February 05, 2016

Two Public Lectures by

Dr Aaron Skabelund,
Brigham Young University

 

“Can the Subaltern Bark? Dogs, Japan, and the Making of the Modern Imperial World”

Thursday, Feb 25, 2016, 12:00 pm
Department of History Colloquium,
SFU Burnaby Campus, Room AQ 6229

"Tigers--Real and Imagined--in Korea's Physical and Cultural Landscape"

Thursday, February 25th, 2016, 6:00 pm
SFU Harbour Centre, Room 7000
515 West Hastings Street, Vancouver, BC

Aaron Skabelund specializes in modern Japanese history, with an emphasis in the social and cultural history  of imperialism, animals, and the  military. Dr. Skabelund joined the  history department in 2006 after completing a Ph.D. in modern Japanese history at Columbia University in 2004 and a postdoctoral fellowship with the Japan Society for the Promotion of Science at Hokkaido  University. His research has also been supported by a  Fulbright-Hays Fellowship and the Japan Foundation, among other external and internal fellowships. His first book  examines the history of empire Western and Japanese, human and canine-by analyzing the actual actions and metaphorical deployment of dogs. In a second project, he is exploring the history of the Japan's post-Second World War military, commonly known as the Self-Defense Force.

CO-SPONSORED BY SFU FASS Dean's Speaker Series, Departments of Sociology/Anthropology and History and the School for International Studies

BOTH EVENTS FREE AND OPEN TO THE PUBLIC
See below for more details of the public lectures.  

“Can the Subaltern Bark? Dogs, Japan, and the Making of the Modern Imperial World”

Thursday, Feb 25, 2016, 12:00 pm
Department of History Colloquium,
SFU Burnaby Campus, Room AQ 6229

This presentation uses Spivak’s famous query to explore human-animal relations in three ways.  First, from an epistemological perspective, it considers why researchers in the social sciences and the humanities have directed their attention almost entirely to human affairs, relegating the study of the non-human world to the natural sciences. Second, it argues that two modern technologies—photography and taxidermy—allow some animals to “speak.” And third, it highlights the tremendous transformation of certain dogs in the imperial world from the nineteenth century to the present, especially in Japan. To explore these three issues, the talk focuses in on two moments of human-canine relations in Japan: the latter half of the nineteenth century when Japan was the object of Western imperialism, and the 1930s when Japan become a major imperial power in its own right. 

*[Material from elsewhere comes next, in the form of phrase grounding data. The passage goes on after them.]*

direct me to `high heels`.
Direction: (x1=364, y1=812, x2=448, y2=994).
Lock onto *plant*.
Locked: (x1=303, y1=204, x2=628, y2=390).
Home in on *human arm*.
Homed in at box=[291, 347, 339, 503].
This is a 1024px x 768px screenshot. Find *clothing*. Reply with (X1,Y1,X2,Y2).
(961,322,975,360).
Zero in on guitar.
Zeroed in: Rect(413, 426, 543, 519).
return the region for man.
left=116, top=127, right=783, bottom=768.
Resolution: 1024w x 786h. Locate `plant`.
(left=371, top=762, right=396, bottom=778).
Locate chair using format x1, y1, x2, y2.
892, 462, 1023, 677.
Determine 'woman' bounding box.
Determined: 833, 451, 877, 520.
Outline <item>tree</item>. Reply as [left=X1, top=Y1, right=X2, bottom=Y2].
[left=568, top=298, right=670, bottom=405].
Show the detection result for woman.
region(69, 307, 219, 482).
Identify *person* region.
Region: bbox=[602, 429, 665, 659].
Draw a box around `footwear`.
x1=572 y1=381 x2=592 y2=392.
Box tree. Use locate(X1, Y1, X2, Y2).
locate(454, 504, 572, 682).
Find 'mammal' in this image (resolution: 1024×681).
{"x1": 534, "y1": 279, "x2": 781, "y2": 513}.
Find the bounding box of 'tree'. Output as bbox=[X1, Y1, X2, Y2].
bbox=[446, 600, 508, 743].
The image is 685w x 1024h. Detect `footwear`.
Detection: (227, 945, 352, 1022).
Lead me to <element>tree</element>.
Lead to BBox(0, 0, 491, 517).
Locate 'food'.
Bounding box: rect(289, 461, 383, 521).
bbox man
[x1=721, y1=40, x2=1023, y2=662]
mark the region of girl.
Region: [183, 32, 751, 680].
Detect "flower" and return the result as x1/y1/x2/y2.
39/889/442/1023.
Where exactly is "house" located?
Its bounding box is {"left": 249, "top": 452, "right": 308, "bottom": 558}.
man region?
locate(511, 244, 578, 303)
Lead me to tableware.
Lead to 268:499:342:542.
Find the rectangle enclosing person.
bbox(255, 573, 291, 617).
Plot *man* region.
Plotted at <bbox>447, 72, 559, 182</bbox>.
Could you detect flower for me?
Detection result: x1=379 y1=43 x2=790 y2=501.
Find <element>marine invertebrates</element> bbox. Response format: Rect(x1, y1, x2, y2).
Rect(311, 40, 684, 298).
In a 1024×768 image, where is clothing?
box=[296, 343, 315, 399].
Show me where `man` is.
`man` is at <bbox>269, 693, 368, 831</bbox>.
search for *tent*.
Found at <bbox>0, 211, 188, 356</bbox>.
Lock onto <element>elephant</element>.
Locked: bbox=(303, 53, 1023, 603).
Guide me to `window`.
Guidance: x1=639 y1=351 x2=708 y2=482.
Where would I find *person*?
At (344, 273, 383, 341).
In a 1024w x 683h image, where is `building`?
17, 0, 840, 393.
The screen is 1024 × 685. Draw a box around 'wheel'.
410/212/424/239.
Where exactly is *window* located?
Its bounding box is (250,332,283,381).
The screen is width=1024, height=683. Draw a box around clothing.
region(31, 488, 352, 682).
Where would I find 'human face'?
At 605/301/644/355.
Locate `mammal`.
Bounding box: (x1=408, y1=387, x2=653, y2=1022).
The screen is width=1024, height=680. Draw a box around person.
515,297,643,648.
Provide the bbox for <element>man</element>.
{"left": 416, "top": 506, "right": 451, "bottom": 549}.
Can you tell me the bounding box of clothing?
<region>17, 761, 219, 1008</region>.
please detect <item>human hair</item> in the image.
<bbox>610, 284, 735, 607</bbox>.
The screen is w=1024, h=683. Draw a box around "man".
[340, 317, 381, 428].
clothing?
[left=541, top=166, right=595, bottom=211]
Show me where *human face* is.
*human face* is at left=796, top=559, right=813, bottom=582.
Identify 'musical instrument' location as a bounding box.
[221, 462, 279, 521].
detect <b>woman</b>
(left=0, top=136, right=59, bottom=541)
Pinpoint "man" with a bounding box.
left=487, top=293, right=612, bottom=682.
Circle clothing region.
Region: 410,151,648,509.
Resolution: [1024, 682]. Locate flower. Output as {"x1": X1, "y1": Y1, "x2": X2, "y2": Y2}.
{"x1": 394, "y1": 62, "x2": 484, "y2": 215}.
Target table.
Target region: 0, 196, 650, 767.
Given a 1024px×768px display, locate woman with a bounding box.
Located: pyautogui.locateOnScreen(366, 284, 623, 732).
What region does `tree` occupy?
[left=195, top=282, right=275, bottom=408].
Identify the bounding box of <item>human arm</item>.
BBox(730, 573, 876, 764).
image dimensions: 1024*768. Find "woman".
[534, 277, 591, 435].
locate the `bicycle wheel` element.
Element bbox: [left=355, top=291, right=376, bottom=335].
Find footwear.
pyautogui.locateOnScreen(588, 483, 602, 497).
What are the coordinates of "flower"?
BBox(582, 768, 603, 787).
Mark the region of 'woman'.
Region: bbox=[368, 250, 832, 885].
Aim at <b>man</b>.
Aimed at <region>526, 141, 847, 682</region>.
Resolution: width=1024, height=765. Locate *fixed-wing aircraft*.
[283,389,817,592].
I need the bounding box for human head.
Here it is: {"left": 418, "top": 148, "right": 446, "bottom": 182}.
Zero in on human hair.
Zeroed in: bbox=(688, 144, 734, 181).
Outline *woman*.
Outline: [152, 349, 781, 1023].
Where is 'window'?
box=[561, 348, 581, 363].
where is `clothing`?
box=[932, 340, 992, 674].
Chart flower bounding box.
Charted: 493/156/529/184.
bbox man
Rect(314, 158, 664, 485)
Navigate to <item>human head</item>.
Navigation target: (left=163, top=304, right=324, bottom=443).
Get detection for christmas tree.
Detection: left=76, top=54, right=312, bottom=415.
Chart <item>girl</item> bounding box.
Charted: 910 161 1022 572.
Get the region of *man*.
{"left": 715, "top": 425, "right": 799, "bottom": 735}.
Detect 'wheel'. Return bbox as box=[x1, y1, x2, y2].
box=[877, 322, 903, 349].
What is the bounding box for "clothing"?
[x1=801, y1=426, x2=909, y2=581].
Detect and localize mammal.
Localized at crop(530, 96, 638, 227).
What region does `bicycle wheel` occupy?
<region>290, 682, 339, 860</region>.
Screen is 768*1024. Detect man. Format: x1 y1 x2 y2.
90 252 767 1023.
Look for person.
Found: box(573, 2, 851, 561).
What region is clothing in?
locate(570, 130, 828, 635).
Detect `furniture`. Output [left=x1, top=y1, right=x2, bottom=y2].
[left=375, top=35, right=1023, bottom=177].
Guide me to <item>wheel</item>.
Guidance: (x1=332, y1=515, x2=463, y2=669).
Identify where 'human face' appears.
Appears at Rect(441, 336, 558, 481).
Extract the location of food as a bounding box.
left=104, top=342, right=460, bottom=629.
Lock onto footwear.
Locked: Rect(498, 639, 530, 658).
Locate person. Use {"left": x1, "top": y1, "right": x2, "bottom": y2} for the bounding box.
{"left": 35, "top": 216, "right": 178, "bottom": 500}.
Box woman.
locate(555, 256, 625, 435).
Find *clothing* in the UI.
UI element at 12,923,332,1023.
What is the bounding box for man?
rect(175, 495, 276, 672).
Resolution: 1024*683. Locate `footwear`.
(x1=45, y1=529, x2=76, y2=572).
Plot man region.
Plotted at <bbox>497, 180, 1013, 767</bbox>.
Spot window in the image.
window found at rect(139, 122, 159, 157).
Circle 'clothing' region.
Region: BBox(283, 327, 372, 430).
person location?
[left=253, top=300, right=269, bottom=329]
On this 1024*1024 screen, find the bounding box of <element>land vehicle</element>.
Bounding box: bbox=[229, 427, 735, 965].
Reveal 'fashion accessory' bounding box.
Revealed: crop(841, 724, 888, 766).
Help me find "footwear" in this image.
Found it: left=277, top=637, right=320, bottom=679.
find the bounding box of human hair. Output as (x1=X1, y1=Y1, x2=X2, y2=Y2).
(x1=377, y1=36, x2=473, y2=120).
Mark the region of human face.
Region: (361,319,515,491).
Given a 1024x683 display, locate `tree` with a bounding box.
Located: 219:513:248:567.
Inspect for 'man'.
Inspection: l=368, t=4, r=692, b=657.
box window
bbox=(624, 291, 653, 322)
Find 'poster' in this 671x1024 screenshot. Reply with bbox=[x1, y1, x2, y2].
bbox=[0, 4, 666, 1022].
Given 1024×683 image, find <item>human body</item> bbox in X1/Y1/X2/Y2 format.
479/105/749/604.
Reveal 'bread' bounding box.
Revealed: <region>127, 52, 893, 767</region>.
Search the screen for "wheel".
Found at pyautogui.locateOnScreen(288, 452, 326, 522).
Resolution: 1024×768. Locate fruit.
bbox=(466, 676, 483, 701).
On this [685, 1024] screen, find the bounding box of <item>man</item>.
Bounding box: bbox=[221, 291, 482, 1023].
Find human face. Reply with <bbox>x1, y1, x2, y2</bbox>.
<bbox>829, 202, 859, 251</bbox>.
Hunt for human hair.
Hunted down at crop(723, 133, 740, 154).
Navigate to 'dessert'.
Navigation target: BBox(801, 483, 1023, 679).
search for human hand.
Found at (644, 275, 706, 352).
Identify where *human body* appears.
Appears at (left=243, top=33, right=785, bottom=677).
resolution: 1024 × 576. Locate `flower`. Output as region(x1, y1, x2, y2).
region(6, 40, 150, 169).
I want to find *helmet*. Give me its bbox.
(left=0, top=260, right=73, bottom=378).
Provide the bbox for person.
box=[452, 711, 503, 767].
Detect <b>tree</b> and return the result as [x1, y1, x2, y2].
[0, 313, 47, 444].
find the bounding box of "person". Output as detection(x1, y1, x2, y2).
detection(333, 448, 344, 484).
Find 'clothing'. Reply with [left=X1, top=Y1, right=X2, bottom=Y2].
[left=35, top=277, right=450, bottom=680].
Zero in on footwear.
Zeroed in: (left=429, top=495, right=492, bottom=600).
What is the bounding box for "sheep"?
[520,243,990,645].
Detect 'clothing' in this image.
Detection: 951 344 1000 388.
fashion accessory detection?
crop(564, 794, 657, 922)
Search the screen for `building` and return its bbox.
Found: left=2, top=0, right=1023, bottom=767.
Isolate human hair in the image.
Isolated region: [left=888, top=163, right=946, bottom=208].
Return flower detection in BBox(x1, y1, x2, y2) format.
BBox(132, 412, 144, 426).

"Tigers--Real and Imagined--in Korea's Physical and Cultural Landscape"

Thursday, February 25th, 2016, 6:00 pm
SFU Harbour Centre, Room 7000
515 West Hastings Street, Vancouver, BC

People throughout Korea's history have valued tigers more as symbols than actual living beings. Pre-modern Koreans assigned a variety of cultural meanings to the tiger-including trickster, divine messenger, and benevolent protector. Yet actual encounters between tigers and humans were frequently defined by violence, and from ancient times various dynasties, most significantly the Choson (1392-191 0), pursued wild tigers as threats to the safety of their subjects and as sources of valuable fur. Human population growth, agricultural expansion, and overhunting placed significant pressure on tigers by the late nineteenth century, but tigers' cultural mystique continued. While Japan ruled Korea as a colony from 1910-194S, nationalists recast the tiger as a symbol of ethnic unity and resistance to imperial rule. This did little to alter prevailing attitudes towards wild tigers, however, as continued hunting and widespread destruction of tiger habitat contributed to their disappearance by the mid-twentieth century. But even in their absence tigers continued to function effectively as cultural emblems. Rather than diminishing the tiger's symbolic  importance, their  very  elimination encouraged a feeling of closeness and affinity for the animal. Nostalgia for tigers in modern South Korea have led some to consider bringing them back, but the tiger in Korea remains little more than a caricature, a symbol with more importance as a cultural idea than a living member of the  natural environment. While considering the longue dune of human-tiger relations on the peninsula, this talk will emphasize the colonial and post-colonial periods.

Skabelund will discuss the cultural history and symbolic meaning of tigers throughout Korea's history, with an emphasis on the colonial and post-colonial periods.